FDA Takes 2nd Look at Laser Eye Surgery Safety

Christopher Wanjek is the author of the books "Bad Medicine" and "Food At Work." His Bad Medicine column appears each Tuesday on LiveScience. [Bad Medicine Column Archive]

Perfect vision in minutes. See better than 20/20 today. Throw away your glasses forever. You won't believe your eyes.

The LASIK ads are so tempting. How can one resist those attractive women and men, nerds no more, liberated from the yoke of eyewear, at long last taking control of their lives, experiencing new-found happiness in karate and kayaking. It's enough to make folks without eyeglasses jealous, left wondering how they too can get in on some of this good stuff.

But that's because the ads fail to mention the side effects that hundreds of thousands of people who have undergone LASIK laser eye surgery experience each day, such as poor night vision, dry eyes and incessant glare problems.

Last week a Food and Drug Administration advisory panel on LASIK heard testimony from some of these patients not so happy with their procedure. The panel recommended that the FDA needs to better inform the public about the risks of the laser surgery.

Quite safe for most

LASIK is a surgical procedure in which a laser vaporizes and reshapes the eye's cornea. Nearly eight million people have undergone the procedure in the United States since the mid-1990s, according to an FDA-sponsored LASIK study task force, and among them, some 95 percent are satisfied with the results.

LASIK stands for laser-assisted in-situ keratomileusis, a descriptive name that highlights the evolution of the procedure. Keratomileusis refers to reshaping the cornea. An early technique, pioneered in Colombia in the 1950s, entailed removing the top layer of a patient's cornea, freezing and reshaping it with a lathe, and suturing it back on the eyeball. (I, too, winced when I heard this.)

The procedure became "in situ" by the mid-1980s when doctors began to shape the cornea with a blade directly on the eye. By the late 1980s a laser developed by IBM to etch computer chips replaced the blade. The laser removes a quarter micron of corneal tissue with each pulse; 200 pulses would be needed to cut through a human hair.

The latest advanced is wavefront, or custom, LASIK, in which the laser is guided by a thorough mapping of one's cornea. Wavefront LASIK has greatly reduced complications.

Still, five percent of patients — mostly undergoing traditional (read "much cheaper") LASIK — wish they stuck it out with glasses. And even among the satisfied are thousands of patients who tolerate the side effects because, for example, poor night vision for them might be a small price to pay for not needing eyeglasses.

Dubious LASIK ads

You may be tempted by bargain LASIK prices, thinking: "Well, it's only my eyes." But if you are considering LASIK, you should be more concerned about finding an experienced surgeon who will be frank about the risks.

LASIK corrects refractive errors: myopia, hyperopia and astigmatism. The more you need LASIK, the riskier it is. Young adults with only mildly poor vision fare very well. If you are over age 45 or have severe refractive errors, complications are much more common. Most patients experience dry eyes for at least six months, and those prone to dry eyes are unsuitable candidates for the procedure.

You also should consider your lifestyle. Artists might lose sensitivity for detecting hues. Amateur astronomers might have greater difficulty seeing faint objects in the night sky.

The causes for various side effects are unknown — other than that part about a laser burning away at your eye — but they might be a result of the untreated area expanding beyond the treated area when your eyes dilate at night.

Most of the LASIK horror stories you read online stem from imperfections in the technology a decade ago or doctors operating on unsuitable candidates. If you are thinking about LASIK, you might consider doing one eye at a time. In the May 2003 issue of the American Journal of Ophthalmology, doctors reported that a poor refractive or visual outcome in the first eye increases the risk of a poor outcome in the second eye by nearly 2000 percent.

Christopher Wanjek is the author of the books “Bad Medicine” and “Food At Work.” Got a question about Bad Medicine? Email Wanjek. If it’s really bad, he just might answer it in a future column. Bad Medicine appears each Tuesday on LIveScience.

Christopher Wanjek
Live Science Contributor

Christopher Wanjek is a Live Science contributor and a health and science writer. He is the author of three science books: Spacefarers (2020), Food at Work (2005) and Bad Medicine (2003). His "Food at Work" book and project, concerning workers' health, safety and productivity, was commissioned by the U.N.'s International Labor Organization. For Live Science, Christopher covers public health, nutrition and biology, and he has written extensively for The Washington Post and Sky & Telescope among others, as well as for the NASA Goddard Space Flight Center, where he was a senior writer. Christopher holds a Master of Health degree from Harvard School of Public Health and a degree in journalism from Temple University.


THE PROBLEM ▸
Please restate the records below word for word, leaving out every picture.

Items listed in a dataset:
==================================================
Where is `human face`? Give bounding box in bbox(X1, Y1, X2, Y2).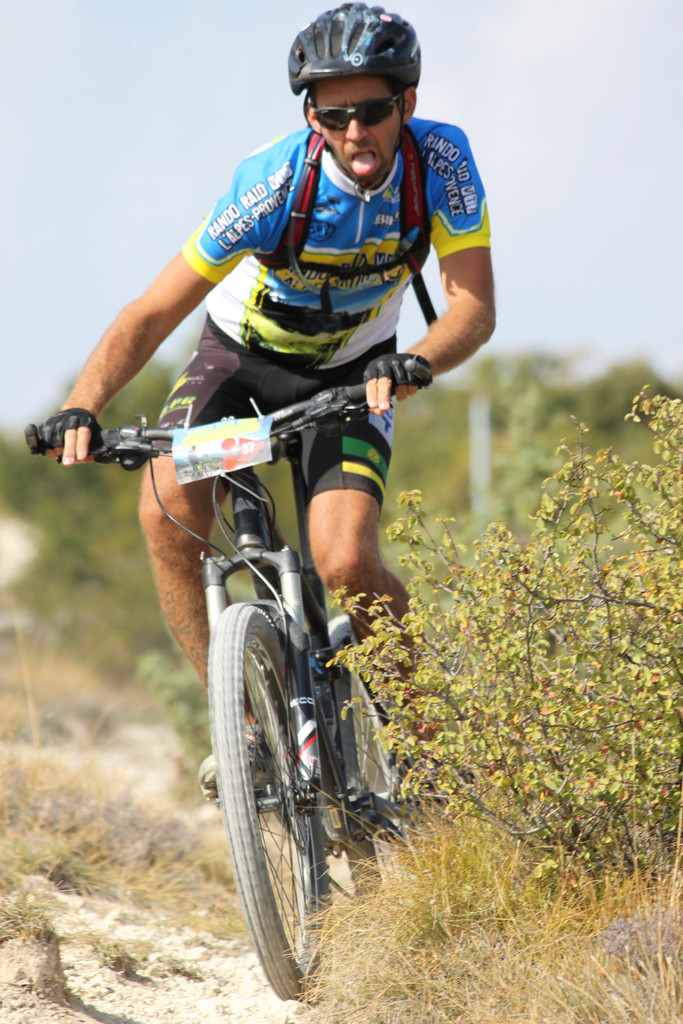
bbox(306, 74, 407, 177).
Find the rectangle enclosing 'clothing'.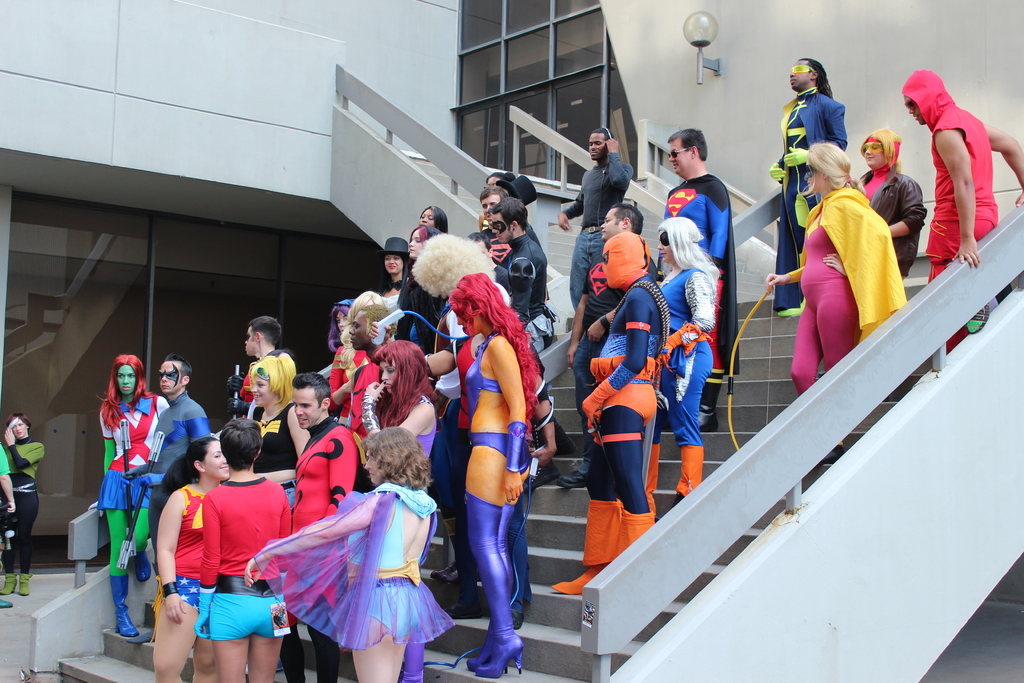
rect(482, 226, 513, 272).
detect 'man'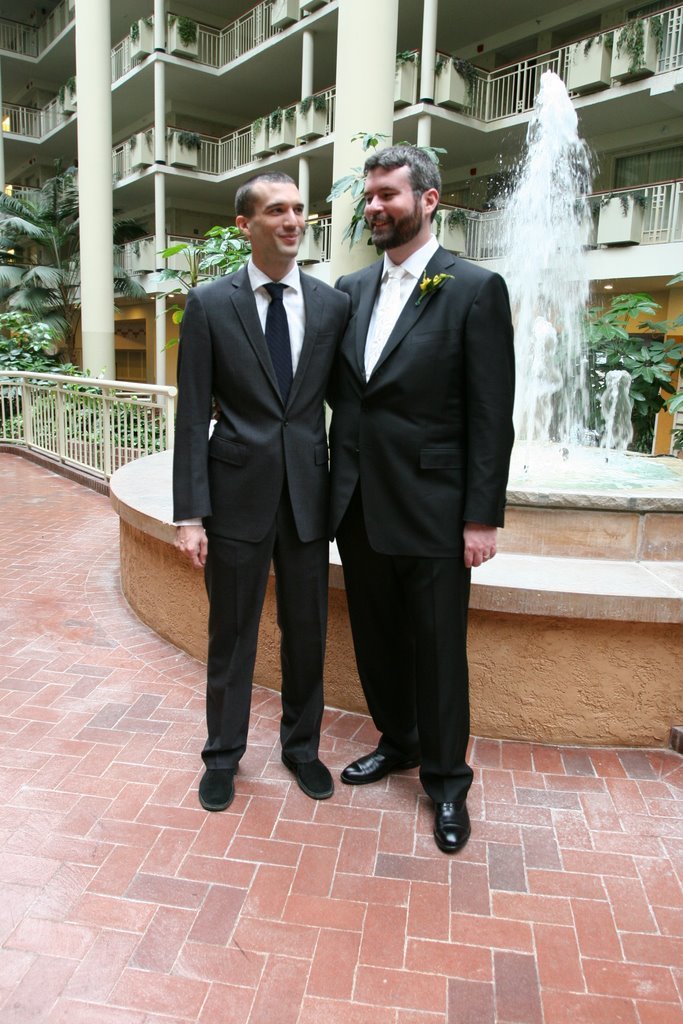
x1=323, y1=67, x2=511, y2=853
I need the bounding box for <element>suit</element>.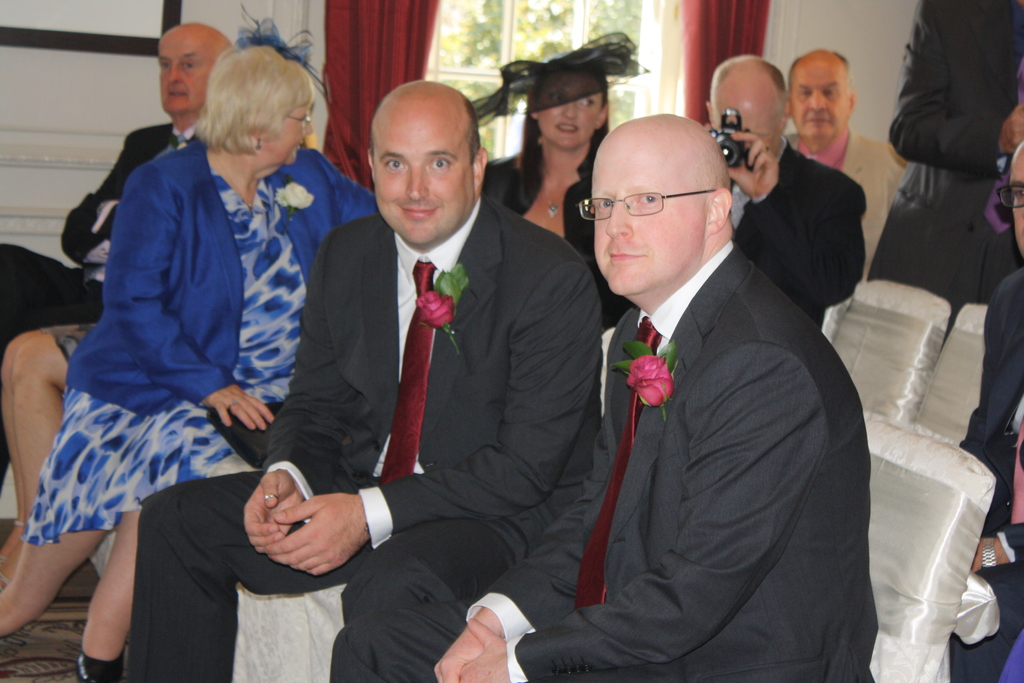
Here it is: 537:144:886:668.
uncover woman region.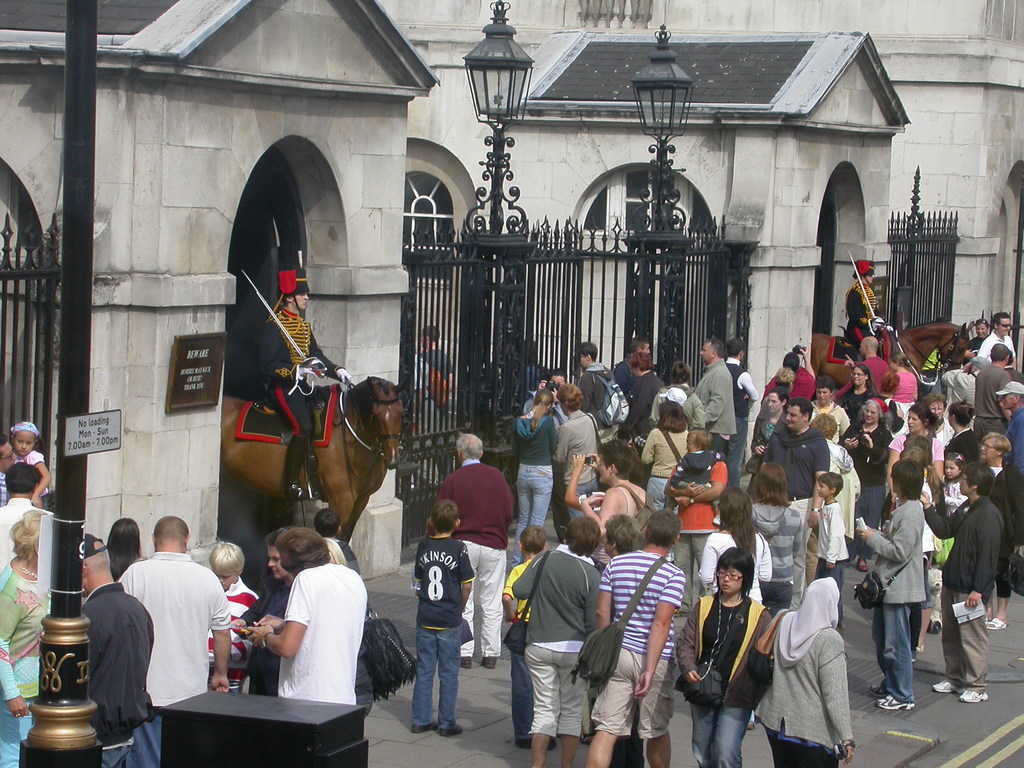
==================================================
THE COMPLETED TASK ▸
Where is `human face`? Give bounding box in bbox(X1, Y1, X2, Y2).
bbox(306, 74, 407, 177).
Find the rectangle enclosing 'clothing'.
rect(482, 226, 513, 272).
detect 'man'
x1=323, y1=67, x2=511, y2=853
I need the bounding box for <element>suit</element>.
Here it is: 537:144:886:668.
uncover woman region.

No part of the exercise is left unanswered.